Insanity – are We There Yet?
A look at America’s current situation compared to the policies of Herbert Hover and Franklin D. Roosevelt’s administrations during the great depression.
Many have used the quote, “insanity is doing the same thing, over and over, and expecting different results.” It has been attributed to Albert Einstein (1879-1955), but evidence is lacking. Regardless of who said it, the principle is true and a good gauge for evaluation. How does the current situation of America measure up? Are those in power repeating past policies, ideologies, arguments, etc., and expecting different results? First, let us take a look at the past and then compare it to today.

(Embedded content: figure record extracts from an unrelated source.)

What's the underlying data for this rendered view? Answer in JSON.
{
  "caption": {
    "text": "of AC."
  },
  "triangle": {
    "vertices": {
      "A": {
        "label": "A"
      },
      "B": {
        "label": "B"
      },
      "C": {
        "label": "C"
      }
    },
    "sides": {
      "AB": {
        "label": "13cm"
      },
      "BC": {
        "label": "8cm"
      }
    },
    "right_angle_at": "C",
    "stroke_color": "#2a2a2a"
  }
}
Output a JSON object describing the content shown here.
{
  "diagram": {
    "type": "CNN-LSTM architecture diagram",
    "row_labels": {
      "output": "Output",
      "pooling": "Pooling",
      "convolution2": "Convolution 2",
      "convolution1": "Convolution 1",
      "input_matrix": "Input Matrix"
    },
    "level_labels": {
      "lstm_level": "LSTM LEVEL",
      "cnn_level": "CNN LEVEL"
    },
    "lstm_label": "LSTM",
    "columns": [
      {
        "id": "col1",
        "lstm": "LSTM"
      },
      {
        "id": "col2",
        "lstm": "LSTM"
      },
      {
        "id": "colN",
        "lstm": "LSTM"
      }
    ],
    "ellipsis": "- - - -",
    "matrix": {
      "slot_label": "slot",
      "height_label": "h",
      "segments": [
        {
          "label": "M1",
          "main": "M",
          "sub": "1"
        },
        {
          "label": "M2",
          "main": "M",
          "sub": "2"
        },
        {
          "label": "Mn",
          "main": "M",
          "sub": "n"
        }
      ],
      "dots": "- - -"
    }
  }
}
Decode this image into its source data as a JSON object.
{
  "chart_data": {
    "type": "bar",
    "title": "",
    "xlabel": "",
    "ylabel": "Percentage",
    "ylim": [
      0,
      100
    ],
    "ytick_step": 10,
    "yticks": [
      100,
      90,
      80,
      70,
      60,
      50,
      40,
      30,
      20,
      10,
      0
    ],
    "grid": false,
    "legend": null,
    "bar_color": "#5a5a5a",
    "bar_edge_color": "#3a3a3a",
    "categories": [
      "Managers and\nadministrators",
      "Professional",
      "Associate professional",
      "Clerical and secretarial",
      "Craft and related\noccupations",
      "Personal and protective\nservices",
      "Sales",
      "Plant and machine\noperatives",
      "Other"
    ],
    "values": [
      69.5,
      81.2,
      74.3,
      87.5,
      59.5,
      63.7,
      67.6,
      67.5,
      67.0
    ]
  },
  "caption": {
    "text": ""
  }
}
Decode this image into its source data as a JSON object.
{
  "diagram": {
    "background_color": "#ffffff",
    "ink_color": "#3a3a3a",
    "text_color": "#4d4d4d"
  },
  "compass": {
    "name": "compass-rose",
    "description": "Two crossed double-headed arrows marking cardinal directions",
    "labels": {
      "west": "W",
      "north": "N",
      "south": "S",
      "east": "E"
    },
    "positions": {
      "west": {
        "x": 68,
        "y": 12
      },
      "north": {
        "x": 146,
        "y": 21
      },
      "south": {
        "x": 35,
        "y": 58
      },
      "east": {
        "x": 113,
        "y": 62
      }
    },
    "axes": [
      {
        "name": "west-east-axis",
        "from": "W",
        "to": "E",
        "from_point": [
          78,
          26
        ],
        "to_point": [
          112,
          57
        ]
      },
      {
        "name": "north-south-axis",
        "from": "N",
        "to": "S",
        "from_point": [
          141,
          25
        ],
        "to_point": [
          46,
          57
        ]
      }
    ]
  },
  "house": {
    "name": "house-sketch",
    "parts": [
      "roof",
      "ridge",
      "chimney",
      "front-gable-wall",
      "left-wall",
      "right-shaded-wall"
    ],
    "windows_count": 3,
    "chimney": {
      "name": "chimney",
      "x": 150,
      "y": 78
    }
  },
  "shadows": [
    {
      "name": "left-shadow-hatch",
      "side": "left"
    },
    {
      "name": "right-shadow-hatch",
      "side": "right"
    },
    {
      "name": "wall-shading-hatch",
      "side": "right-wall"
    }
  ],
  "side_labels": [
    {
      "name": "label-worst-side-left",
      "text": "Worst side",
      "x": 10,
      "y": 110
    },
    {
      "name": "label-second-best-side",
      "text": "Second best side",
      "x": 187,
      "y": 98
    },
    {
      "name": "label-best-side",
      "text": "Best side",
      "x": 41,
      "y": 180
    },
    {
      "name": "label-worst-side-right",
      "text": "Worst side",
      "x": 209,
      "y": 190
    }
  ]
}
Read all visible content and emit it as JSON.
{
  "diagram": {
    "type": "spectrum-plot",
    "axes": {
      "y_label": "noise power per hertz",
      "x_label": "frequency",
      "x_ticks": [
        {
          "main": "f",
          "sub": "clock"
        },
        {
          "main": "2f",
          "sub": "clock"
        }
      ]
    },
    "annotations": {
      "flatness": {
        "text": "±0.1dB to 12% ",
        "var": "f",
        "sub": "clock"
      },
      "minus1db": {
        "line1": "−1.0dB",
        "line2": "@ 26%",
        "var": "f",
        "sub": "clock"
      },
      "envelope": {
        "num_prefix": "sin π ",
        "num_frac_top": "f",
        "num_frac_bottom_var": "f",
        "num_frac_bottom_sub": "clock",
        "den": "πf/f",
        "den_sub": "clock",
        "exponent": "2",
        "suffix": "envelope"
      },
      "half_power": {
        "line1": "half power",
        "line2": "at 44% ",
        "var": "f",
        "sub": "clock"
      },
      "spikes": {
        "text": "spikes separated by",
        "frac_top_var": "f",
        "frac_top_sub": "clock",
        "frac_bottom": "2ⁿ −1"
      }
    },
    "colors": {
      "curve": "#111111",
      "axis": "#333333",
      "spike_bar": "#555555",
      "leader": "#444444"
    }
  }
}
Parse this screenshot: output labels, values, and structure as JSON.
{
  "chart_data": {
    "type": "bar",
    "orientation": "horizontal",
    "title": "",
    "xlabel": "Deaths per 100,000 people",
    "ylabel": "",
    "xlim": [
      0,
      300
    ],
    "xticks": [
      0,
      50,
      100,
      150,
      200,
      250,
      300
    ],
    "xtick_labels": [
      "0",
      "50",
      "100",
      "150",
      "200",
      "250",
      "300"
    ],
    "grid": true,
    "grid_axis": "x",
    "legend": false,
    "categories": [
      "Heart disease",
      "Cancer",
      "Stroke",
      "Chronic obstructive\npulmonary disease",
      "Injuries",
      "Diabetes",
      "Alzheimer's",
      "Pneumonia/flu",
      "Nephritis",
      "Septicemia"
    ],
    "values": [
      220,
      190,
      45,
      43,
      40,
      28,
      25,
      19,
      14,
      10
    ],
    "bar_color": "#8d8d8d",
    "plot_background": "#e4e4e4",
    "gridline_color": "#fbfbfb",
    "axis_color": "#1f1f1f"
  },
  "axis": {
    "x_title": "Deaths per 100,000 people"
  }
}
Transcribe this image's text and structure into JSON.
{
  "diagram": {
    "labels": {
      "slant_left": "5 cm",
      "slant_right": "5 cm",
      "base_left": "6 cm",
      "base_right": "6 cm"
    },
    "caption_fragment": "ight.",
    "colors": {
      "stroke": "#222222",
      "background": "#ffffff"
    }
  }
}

Hover, FDR and the Great Depression
One of the myths prevalent about Franklin D. Roosevelt and the great depression is FDR’s miraculous decent upon the catastrophic past policies leading to the depression and saving the day. However, history has show that this mythological personification of FDR and his administrations are not only inaccurate, but a revision of history. From the writing of Amity Shlaes, Jim Powell, and Jonah Goldberg, to name just a few, they have set the record straight.[1] Not only did FDR not save America from the great depression but contributed to its prolonged duration. To blame just the Democrats would be unfair and inaccurate. Herbert Hover, the Republican President prior to FDR, was just as negligent.
Failed policies
Jim Powell, in his book FDR’s Folly, sums up by identifying ten factors that contributed to the onset and continuation of the great depression.[2] Let’s look at several of these and compare them to what we are doing today.
First
Both Hover and FDR believed that government spending would get America out of the depression. What they ignored was the fact that government spending can only come at the expense of the people – taxation. Hover’s Smoot-Hawley tariff raised import duties on agriculture and manufactured goods by an average of 59 percent. In return importing nations raised their import duties, which raised prices on almost everything in the United States. FDR raised taxes on liquor, tobacco, gasoline, flour, corporations, estates, money for investing in your corporation, and the starting of the social security tax, just to name a few – and all in the name of the redistribution of wealth. The only problem was the “wealth” dried up. What employer, company, or corporation wanted to invest in the company (which also meant the people), when most of their profits were going to go to the government. Thus, unemployment continued to rise along with prices. Today we’ve seen government spending (by both Republicans and Democrats) at unprecedented levels again in the name of wealth redistribution. Obama, in true FDR fashion has not only declared that we (the government) can spend our way out of our economic woes, but that only the government can fix the problem.[3]As history has shown, taxation must and has followed.